Another woman bikes to work every day, even though she is eight months pregnant and it’s cold outside.  The baby’s father abandoned her and she is working full time at a job that doesn’t pay enough for her to afford rent and groceries and gasoline.  She lives in the spare bedroom of a family she met at church, trying to take up as little room as possible.  They are kind and have helped her find doctors and maternity clothes and baby supplies.  Still, she feels like a failure because she wants to provide better for her child.

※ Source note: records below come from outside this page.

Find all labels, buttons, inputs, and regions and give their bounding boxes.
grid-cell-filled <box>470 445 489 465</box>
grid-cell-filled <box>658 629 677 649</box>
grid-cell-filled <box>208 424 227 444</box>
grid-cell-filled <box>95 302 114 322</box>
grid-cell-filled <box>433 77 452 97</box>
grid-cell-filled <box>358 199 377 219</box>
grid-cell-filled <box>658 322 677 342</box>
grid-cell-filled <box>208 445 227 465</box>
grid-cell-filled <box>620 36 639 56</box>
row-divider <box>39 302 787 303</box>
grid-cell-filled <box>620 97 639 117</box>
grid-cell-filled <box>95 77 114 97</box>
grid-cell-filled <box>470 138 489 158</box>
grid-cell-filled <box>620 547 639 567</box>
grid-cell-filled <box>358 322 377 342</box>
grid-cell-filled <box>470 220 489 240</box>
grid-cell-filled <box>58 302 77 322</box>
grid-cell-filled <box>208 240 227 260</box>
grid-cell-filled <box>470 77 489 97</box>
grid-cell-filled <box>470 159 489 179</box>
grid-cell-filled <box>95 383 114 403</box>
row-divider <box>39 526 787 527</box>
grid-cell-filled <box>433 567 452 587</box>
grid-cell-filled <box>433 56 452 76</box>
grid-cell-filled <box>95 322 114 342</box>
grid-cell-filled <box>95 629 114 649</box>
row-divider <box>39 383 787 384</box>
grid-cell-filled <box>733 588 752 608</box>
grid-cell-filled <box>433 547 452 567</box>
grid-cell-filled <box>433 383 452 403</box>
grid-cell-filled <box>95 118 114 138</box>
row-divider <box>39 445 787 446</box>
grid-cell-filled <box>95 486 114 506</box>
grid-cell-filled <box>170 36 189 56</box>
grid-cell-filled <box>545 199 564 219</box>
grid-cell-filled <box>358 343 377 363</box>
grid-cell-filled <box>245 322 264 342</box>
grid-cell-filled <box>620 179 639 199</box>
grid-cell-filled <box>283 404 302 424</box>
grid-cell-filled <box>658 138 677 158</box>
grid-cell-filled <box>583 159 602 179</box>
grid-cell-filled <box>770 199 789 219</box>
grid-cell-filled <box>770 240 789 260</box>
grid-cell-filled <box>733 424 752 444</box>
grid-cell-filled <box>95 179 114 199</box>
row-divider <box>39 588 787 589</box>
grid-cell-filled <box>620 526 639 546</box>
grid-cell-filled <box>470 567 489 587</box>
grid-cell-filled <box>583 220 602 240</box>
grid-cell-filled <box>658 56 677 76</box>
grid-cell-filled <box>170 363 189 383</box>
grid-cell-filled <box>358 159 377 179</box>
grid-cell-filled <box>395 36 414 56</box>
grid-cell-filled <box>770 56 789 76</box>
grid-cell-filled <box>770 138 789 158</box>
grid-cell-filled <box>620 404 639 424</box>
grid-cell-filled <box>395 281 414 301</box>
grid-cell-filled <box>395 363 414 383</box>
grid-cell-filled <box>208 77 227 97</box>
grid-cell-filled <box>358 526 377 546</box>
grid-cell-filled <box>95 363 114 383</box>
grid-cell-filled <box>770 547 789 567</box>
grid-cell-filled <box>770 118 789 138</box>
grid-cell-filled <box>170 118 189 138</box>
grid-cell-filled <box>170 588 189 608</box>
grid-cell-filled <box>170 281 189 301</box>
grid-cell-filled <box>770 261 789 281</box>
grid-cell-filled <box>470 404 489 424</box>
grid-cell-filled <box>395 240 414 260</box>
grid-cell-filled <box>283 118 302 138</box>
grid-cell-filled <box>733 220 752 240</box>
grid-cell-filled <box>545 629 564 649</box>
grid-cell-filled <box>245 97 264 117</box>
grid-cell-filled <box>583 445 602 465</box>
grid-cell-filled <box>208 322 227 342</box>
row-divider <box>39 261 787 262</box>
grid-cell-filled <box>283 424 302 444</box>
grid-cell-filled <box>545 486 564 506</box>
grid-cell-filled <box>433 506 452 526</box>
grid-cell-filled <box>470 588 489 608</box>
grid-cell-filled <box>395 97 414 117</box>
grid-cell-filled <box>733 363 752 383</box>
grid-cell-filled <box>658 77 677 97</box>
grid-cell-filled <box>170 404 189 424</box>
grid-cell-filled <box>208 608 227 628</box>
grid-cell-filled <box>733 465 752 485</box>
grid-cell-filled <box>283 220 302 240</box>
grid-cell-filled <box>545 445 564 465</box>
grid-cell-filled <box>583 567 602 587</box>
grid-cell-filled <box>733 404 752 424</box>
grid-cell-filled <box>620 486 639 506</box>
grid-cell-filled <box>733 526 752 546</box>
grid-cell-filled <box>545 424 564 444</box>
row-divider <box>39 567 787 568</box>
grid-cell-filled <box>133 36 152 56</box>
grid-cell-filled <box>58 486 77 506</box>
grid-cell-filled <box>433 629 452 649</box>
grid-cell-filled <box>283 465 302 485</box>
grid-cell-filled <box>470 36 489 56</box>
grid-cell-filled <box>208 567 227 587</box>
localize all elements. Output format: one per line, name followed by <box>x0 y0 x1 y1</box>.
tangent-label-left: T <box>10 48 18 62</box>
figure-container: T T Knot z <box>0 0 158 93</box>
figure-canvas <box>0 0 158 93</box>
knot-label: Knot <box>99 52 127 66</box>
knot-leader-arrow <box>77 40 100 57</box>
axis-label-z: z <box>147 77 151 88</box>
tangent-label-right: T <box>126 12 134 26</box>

A woman in a down jacket and expensive looking leather shoes stands in line at the grocery store, paying for her groceries with WIC coupons and a food stamp card.  The couple behind her make little effort to lower their voices as they speculate aloud how it is that some people can afford fancy clothes but still rely on the government to pay for their groceries.  A red cloud of anger boils up in the woman, and she clenches her jaw, closing her eyes.  It’s not even worth the interaction to turn to them and tell them the jacket and shoes came from a donation box at the battered women’s shelter.  She knows their opinion of her is, as the old saying goes, none of my business, but when they try to make it her business, it’s a bitter pill to swallow.

A college girl scurries from one building on campus to another, her backpack digging an indentation in her shoulder.  Her heart pounds in her chest as she sees a group of guys walking toward her.  Two of them give her filthy stares and wiggle their eyebrows up and down.  A third points to her and grabs his crotch.  She puts her head down and walks faster to get past them, remembering how they held her down at the party she went to a month ago with her friends.  Tears stream down her face as the wind carries back to her their jeers and taunts, as they shout back at her the word “whore.”

These are women we know, women we love, women we may have scorned, or women we have been. 

When life is bad, may we be blessed with people to help us through.  And when life is good, may we remember these women and reach out to them and others in need.  We are stronger than men, it is said.  I’m sure it’s true.  But only because we have to be, and only when we band together.  It’s not so much feminism as sisterhood.  Let us be there for one another, be kind to one another. 

Please.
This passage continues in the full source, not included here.